There’s never a moment in “Cloverfield” when it feels like all bets are off, that the safety net has been removed, that anything could happen. Every twist occurs well within the bounds of broadcast propriety — no one freaks out, no one loses it, no one screams at anyone else, they’re always camera-ready. Genuine human emotions are too messy for television drama; they take up too much airtime, so when a couple is torn asunder in a hideous accident, one Dr. Phil-approved cry later the survivor brushes the dust from her dress and is ready to keep things moving to the next set piece.
Rob and Beth’s love story is supposed to provide the axis on which the movie turns, but it’s bland enough to make you desperate for a glimpse of the monster, who is at least doing something interesting. But the filmmakers refrain from showing their creature too soon because, as on “Lost,” they know that once they divulge the mystery, they’ve played their only card. But then, on the other side of the dramatic spectrum, natural human behavior in this flick is so rare that when it briefly flickers on-screen, it’s easy to over-praise it.
At a brisk 90 minutes, “Cloverfield” is too fast-paced and well-produced to completely exhaust our enthusiasm for major monster mayhem, but it doesn’t take long for the lack of story to become tiring. Like some tourist from the Midwest, once the creature stumbles into Manhattan and visits Central Park and the Empire State Building, there’s nothing left for it to do but knock around aimlessly, getting in trouble and making a mess on the sidewalks.

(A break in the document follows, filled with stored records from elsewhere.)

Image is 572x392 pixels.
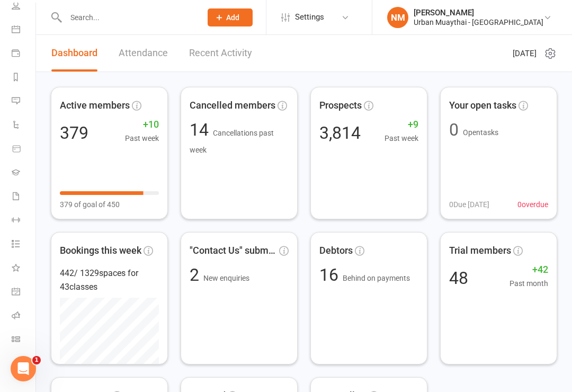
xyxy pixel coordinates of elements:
input: Search... [62,10,194,25]
a: Payments [12,42,36,66]
a: Calendar [12,18,36,42]
span: New enquiries [203,274,250,282]
span: +10 [125,117,159,132]
span: Prospects [320,98,362,113]
span: 1 [32,356,41,365]
span: 14 [190,120,213,140]
iframe: Intercom live chat [11,356,36,381]
span: [DATE] [513,47,536,60]
div: 0 [449,121,459,138]
span: Behind on payments [343,274,410,282]
span: Active members [60,98,130,113]
span: Trial members [449,243,511,259]
span: 0 overdue [518,199,548,210]
span: Past month [510,277,548,289]
div: 442 / 1329 spaces for 43 classes [60,266,159,294]
button: Add [208,8,253,27]
span: Cancellations past week [190,129,274,154]
a: What's New [12,257,36,281]
span: 16 [320,265,343,285]
span: +9 [385,117,419,132]
a: Class kiosk mode [12,329,36,353]
span: Past week [385,132,419,144]
div: Urban Muaythai - [GEOGRAPHIC_DATA] [414,17,544,27]
a: Attendance [118,35,168,72]
div: 379 [60,125,88,141]
span: Your open tasks [449,98,516,113]
a: General attendance kiosk mode [12,281,36,305]
div: 3,814 [320,125,361,141]
a: Dashboard [51,35,97,72]
span: 379 of goal of 450 [60,199,120,210]
span: Debtors [320,243,353,259]
span: Cancelled members [190,98,276,113]
span: Bookings this week [60,243,141,259]
span: Open tasks [463,128,499,137]
a: Product Sales [12,138,36,162]
a: Reports [12,66,36,90]
span: +42 [510,262,548,277]
a: Roll call kiosk mode [12,305,36,329]
span: Settings [295,6,324,29]
span: Past week [125,132,159,144]
a: Recent Activity [189,35,252,72]
span: 2 [190,265,203,285]
span: "Contact Us" submissions [190,243,277,259]
span: Add [226,13,240,22]
div: [PERSON_NAME] [414,8,544,17]
span: 0 Due [DATE] [449,199,489,210]
div: NM [387,7,409,28]
div: 48 [449,270,468,287]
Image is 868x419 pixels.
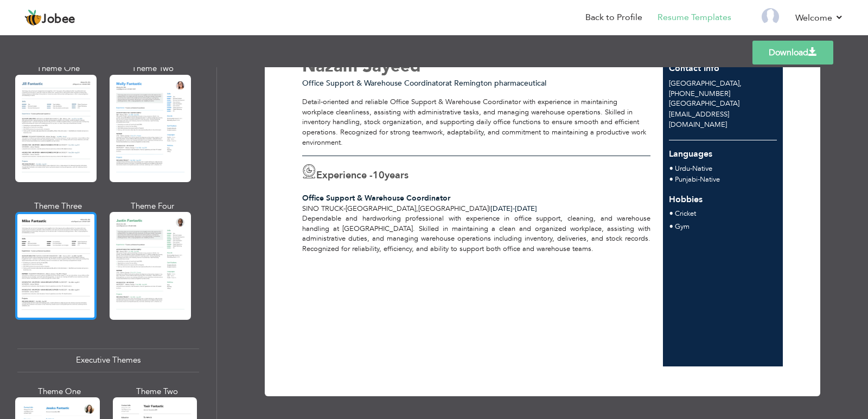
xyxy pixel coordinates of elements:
div: [PHONE_NUMBER] [663,79,784,109]
a: Welcome [795,11,843,25]
span: Jobee [42,13,75,26]
span: Punjabi [674,174,697,184]
span: [GEOGRAPHIC_DATA] [418,204,489,213]
span: [GEOGRAPHIC_DATA] [345,204,416,213]
span: - [512,204,515,213]
span: Gym [674,222,690,231]
span: [GEOGRAPHIC_DATA] [669,99,739,108]
span: - [690,164,693,173]
div: Detail-oriented and reliable Office Support & Warehouse Coordinator with experience in maintainin... [303,97,651,148]
img: Profile Img [762,9,779,26]
span: SINO TRUCK [303,204,343,213]
span: | [489,204,490,213]
a: Jobee [25,9,75,27]
span: Experience - [316,169,373,182]
div: Theme Four [112,201,194,212]
div: Dependable and hardworking professional with experience in office support, cleaning, and warehous... [296,213,657,254]
div: Theme Two [115,386,199,397]
li: Native [674,164,712,174]
span: Languages [669,140,712,160]
div: Theme One [17,386,102,397]
a: Resume Templates [657,11,731,24]
div: Theme One [17,63,99,74]
li: Native [674,174,720,186]
span: Hobbies [669,193,703,206]
span: , [416,204,418,213]
span: [GEOGRAPHIC_DATA] [669,79,739,88]
span: Contact Info [669,63,719,74]
span: - [343,204,345,213]
span: 10 [373,169,384,182]
label: years [373,169,409,183]
div: Theme Three [17,201,99,212]
span: Office Support & Warehouse Coordinator [303,193,451,203]
div: Executive Themes [17,349,199,372]
span: - [697,174,700,184]
span: Office Support & Warehouse Coordinator [303,78,445,88]
span: Urdu [674,164,690,173]
span: at Remington pharmaceutical [445,78,546,88]
img: jobee.io [25,9,42,27]
a: Download [752,41,833,64]
span: [DATE] [490,204,537,213]
a: Back to Profile [585,11,642,24]
div: Theme Two [112,63,194,74]
span: , [739,79,742,88]
span: [EMAIL_ADDRESS][DOMAIN_NAME] [669,110,729,130]
span: [DATE] [490,204,515,213]
span: Cricket [674,209,696,218]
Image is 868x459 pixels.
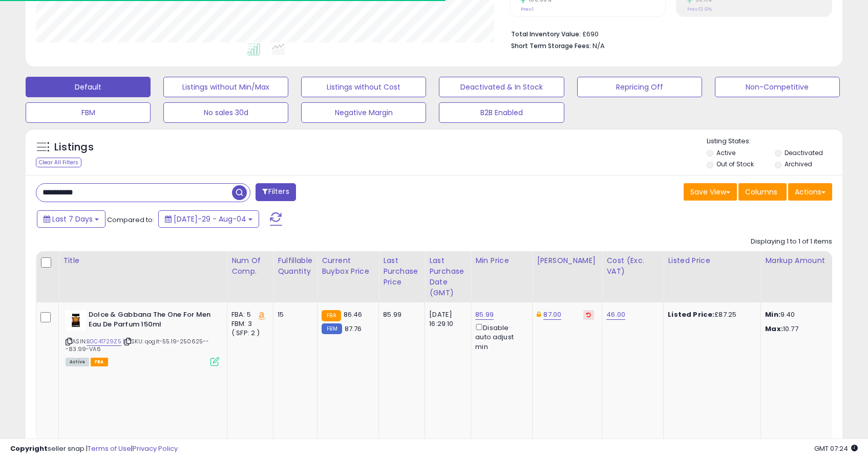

Inspired by the popularity of YouTube, this movie aims for realism, but watching its plasticized, television-ready version of reality only serves to remind us of the wisdom of the YouTube hive mind: When we watch an online video of a monkey attack, we don’t have to wade through an hour of boring safari footage to get to the good stuff because we don’t need a story if it’s real. But faking realism is an art, and the bigger the screen, the easier it is to tell when the creators are lying. A genuine YouTube version of “Cloverfield” would last all of 10 minutes, and so perhaps the most satisfyingly realistic thing about this movie is that it purports to be a tape found in Central Park by the Department of Defense. That makes sense. Only a bunch of middle-aged Washington drones wouldn’t know how to find the fast-forward button on their remote control.